The Return: Fathers, Sons, and the Land in Between
Hisham Matar - 2016
In 2012, after the overthrow of Qaddafi, the acclaimed novelist Hisham Matar journeys to his native Libya after an absence of thirty years. When he was twelve, Matar and his family went into political exile. Eight years later Matar's father, a former diplomat and military man turned brave political dissident, was kidnapped from the streets of Cairo by the Libyan government and is believed to have been held in the regime's most notorious prison. Now, the prisons are empty and little hope remains that Jaballa Matar will be found alive.

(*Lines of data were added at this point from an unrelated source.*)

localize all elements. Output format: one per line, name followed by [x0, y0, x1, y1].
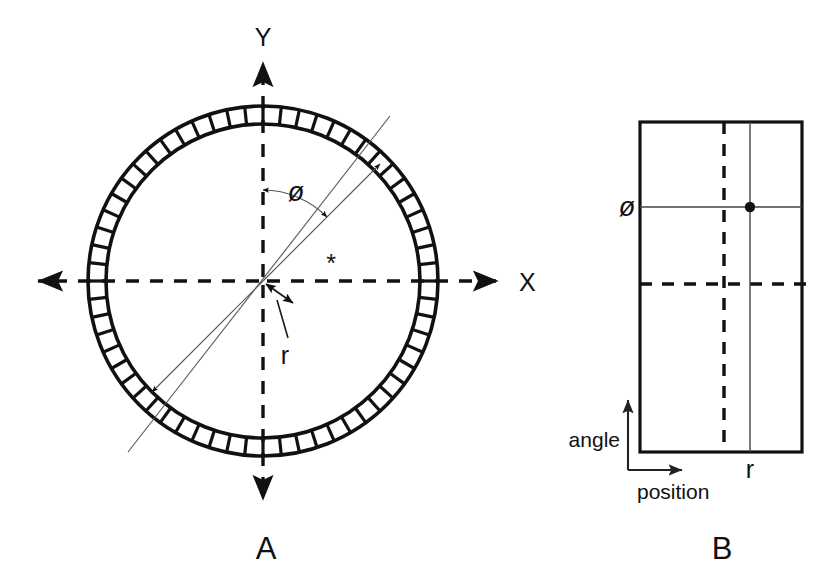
ring-segment-divider	[417, 314, 435, 318]
ring-segment-divider	[146, 151, 158, 164]
ring-segment-divider	[121, 373, 136, 384]
ring-segment-divider	[279, 437, 281, 455]
ring-segment-divider	[312, 430, 318, 447]
ring-segment-divider	[245, 437, 247, 455]
ring-segment-divider	[279, 107, 281, 125]
ring-segment-divider	[133, 386, 146, 398]
ring-segment-divider	[111, 360, 127, 369]
ring-segment-divider	[146, 398, 158, 411]
panel-a-group: ø * r X Y A	[38, 23, 536, 566]
r-label-panel-b: r	[746, 455, 754, 483]
panel-b-group: ø r angle position B	[569, 122, 808, 566]
ring-segment-divider	[342, 417, 351, 433]
radial-ray-outward	[263, 164, 380, 281]
ring-segment-divider	[355, 139, 366, 154]
ring-segment-divider	[327, 121, 334, 137]
ring-segment-divider	[399, 360, 415, 369]
ring-segment-divider	[368, 398, 380, 411]
ring-segment-divider	[111, 194, 127, 203]
panel-a-label: A	[256, 531, 277, 566]
ring-segment-divider	[92, 245, 110, 249]
ring-segment-divider	[342, 129, 351, 145]
ring-segment-divider	[390, 178, 405, 189]
ring-segment-divider	[399, 194, 415, 203]
asterisk-marker: *	[326, 249, 336, 277]
panel-b-position-axis-label: position	[637, 480, 709, 503]
ring-segment-divider	[406, 345, 422, 352]
panel-b-angle-axis-label: angle	[569, 428, 620, 451]
ring-segment-divider	[245, 107, 247, 125]
r-offset-double-arrow	[266, 284, 293, 303]
ring-segment-divider	[406, 210, 422, 217]
ring-segment-divider	[380, 386, 393, 398]
ring-segment-divider	[390, 373, 405, 384]
ring-segment-divider	[160, 408, 171, 423]
ring-segment-divider	[133, 164, 146, 176]
ring-segment-divider	[89, 297, 107, 299]
ring-segment-divider	[419, 263, 437, 265]
ring-segment-divider	[97, 227, 114, 233]
phi-label-panel-b: ø	[619, 192, 636, 222]
ring-segment-divider	[296, 110, 300, 128]
ring-segment-divider	[368, 151, 380, 164]
ring-segment-divider	[227, 435, 231, 453]
axis-x-label: X	[519, 268, 536, 296]
ring-segment-divider	[209, 430, 215, 447]
ring-segment-divider	[296, 435, 300, 453]
ring-segment-divider	[419, 297, 437, 299]
ring-segment-divider	[89, 263, 107, 265]
ring-segment-divider	[312, 115, 318, 132]
ring-segment-divider	[412, 330, 429, 336]
panel-b-label: B	[712, 531, 733, 566]
r-label-panel-a: r	[281, 341, 289, 369]
axis-y-label: Y	[255, 23, 272, 51]
phi-label-panel-a: ø	[288, 177, 305, 207]
ring-segment-divider	[355, 408, 366, 423]
chord-line-offset	[128, 116, 390, 452]
ring-segment-divider	[412, 227, 429, 233]
ring-segment-divider	[192, 121, 199, 137]
ring-segment-divider	[103, 210, 119, 217]
ring-segment-divider	[160, 139, 171, 154]
ring-segment-divider	[417, 245, 435, 249]
panel-b-rectangle	[640, 122, 802, 452]
ring-segment-divider	[92, 314, 110, 318]
figure-canvas: ø * r X Y A	[0, 0, 827, 586]
ring-segment-divider	[327, 424, 334, 440]
ring-segment-divider	[176, 129, 185, 145]
figure-root: ø * r X Y A	[0, 0, 827, 586]
ring-segment-divider	[209, 115, 215, 132]
r-leader-line	[277, 300, 288, 338]
ring-segment-divider	[192, 424, 199, 440]
ring-segment-divider	[97, 330, 114, 336]
ring-segment-divider	[380, 164, 393, 176]
radial-ray-inward	[152, 281, 263, 392]
ring-segment-divider	[176, 417, 185, 433]
ring-segment-divider	[227, 110, 231, 128]
panel-b-point-marker	[745, 202, 755, 212]
ring-segment-divider	[103, 345, 119, 352]
ring-segment-divider	[121, 178, 136, 189]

Yet, as the author writes, hope is "persistent and cunning". This book is a profoundly moving family memoir, a brilliant and affecting portrait of a country and a people on the cusp of immense change, and a disturbing and timeless depiction of the monstrous nature of absolute power.
Washington
Douglas Southall Freeman - 1957
In 1948 renowned biographer and military historian Douglas Southall Freeman won his second Pulitzer Prize for his new and dramatic reexamination of George Washington. For years biographies had gone from idolatry to muckraking in their depictions of this somewhat marbleized Founding Father. Freeman’s new interpretation was a fresh step, making Washington a living, breathing individual, flawed but heroic. An able commander who defeated the British Empire against incredible odds, Washington proved to be just as adept at wielding political power, and adroitly steered our new loosely called nation through the first stormy years of our unproven federal stewardship and the first two presidential administrations. Here with an introduction by Pulitzer Prize winner Michael Kammen, who puts the writing and publication of Washington into perspective, and an afterword by Pulitzer Prize winner Dumas Malone, who explains the travails of Freeman’s grinding work, Washington is the most comprehensive biography available, and its value as an important classic has never been more evident.
The Brontës
Juliet Barker - 1994
But beyond these familiar details, the Brontes' story has remained largely obscure. This landmark book is the first definitive history of this fascinating family. Based on eleven years of research among newly discovered letters by every member of the family, original manuscripts, and the newspapers of that time, it gives a new and fuller picture of the Brontes' lives from beginning to end and, in the process, demolishes many myths. The father, Patrick, was not, as commonly believed, the cold patriarch of a family of victims. Charlotte, ruthlessly self-willed, ran roughshod over her sisters and went so far as to alter or destroy their manuscripts when she disapproved. Emily was so psychologically and physically dependent on her fantasy life that she could not survive in the outside world. Anne, widely regarded as the gentlest of the sisters, had a core of steel and was a more daring and revolutionary author than Charlotte. Branwell, the adored brother, was a talented poet who provided much of Charlotte's inspiration.
Mozart
Maynard Solomon - 1995
On the occasion of Mozart's two hundred and fiftieth birthday, read Maynard Solomon's Mozart: A Life, universally hailed as the Mozart biography of our time.